A Rare Win For Gun Control
Sandy Hook families found a way to make a gunmaker pay

Thanks to a group of grieving family members, we now know one way to make gun manufacturers reassess the sale of military-style weapons to the public.
Relatives of five children and four adults who were among the 26 killed in the 2012 Sandy Hook Elementary School shooting agreed this week to a $73 million settlement with Remington Arms and its four insurers.
Remington, based in North Carolina, made the Bushmaster AR15-style rifle used in the Newtown, Conn. tragedy. Now bankrupt, the company has not admitted responsibility. But this is a significant surrender in the so-far bullet-proof industry. It will give manufactures and their insurers second thoughts about how to sell such products.
A 2005 federal law protects the firearms industry from most liability when guns are misused. However, this lawsuit, filed in 2014, argued that Remington violated the Connecticut Unfair Trade Practices Act when it “knowingly marketed and promoted the Bushmaster XM15-E2S rifle for use in assaults against human beings.”
The settlement also includes plans by the families to make public the marketing records they recovered from Remington as the two sides prepared for trial, said the families’ attorney Joshua Koskoff.
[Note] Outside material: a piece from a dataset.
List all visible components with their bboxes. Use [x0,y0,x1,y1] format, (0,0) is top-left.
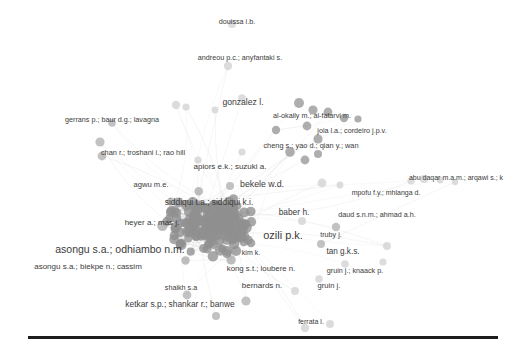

“We heard that we had an impossible and unwinnable case — that firearm manufacturers were immune and untouchable,” Nicole Hockley, whose son, Dillon, was killed, said during a Tuesday press conference. “For eight long years we continued our fight to hold Remington accountable for its role in prioritizing profit above safety and using reckless marketing techniques to appeal to at-risk and violent-prone young men.”
The lawsuit cited promotion of the rifle during video games and an ad that included the slogan, “Consider your man card reissued.” Another ad proclaimed, “Forces of opposition, bow down. You are single-handedly outnumbered.”
The Sandy Hook attack was committed by Adam Lanza, a mentally ill 20-year-old who took his mother’s weapons to kill her, open fire inside the school and then commit suicide.

The Sandy Hook families are inspiring examples of courage and perseverance. The case had several twists and turns. A superior court ruling against it was reversed by the Connecticut Supreme Court. Remington appealed to the U.S. Supreme Court, which declined to consider the case. Last year, the families rejected an offer last for less than half the settlement.
In addition to the loss of loved ones, all the Sandy Hook families have been attacked by conspiracy theorists who argue they are “crisis actors” in a hoax to undermine the constitutional right to bear arms. Some have had to leave their homes because of the harrassment.
In November, a state court in Connecticut ruled that families of eight people killed at Sandy Hook have been defamed by far-right broadcaster Alex Jones and his Infowars media operation. That followed a similar Texas ruling filed against Jones by relatives of two others who died in the shooting. Trials to determine the penalties for Jones have will be held this year.
Battling conspiracies pales in comparison to the challenge of coping with the untimely deaths of 20 children and six adults who were just at school that day. But both the Alex Jones suits and the Remington settlement show that these families are unwilling to have their loved ones’ lives simply dismissed.
If only Congress would show a fraction of that passion by focusing on gun safety and gunmaker liability. President Biden called on Congress to repeal the immunity law and said he would “continue to urge state and local lawmakers, lawyers, and survivors of gun violence to pursue efforts to replicate the success of the Sandy Hook families.”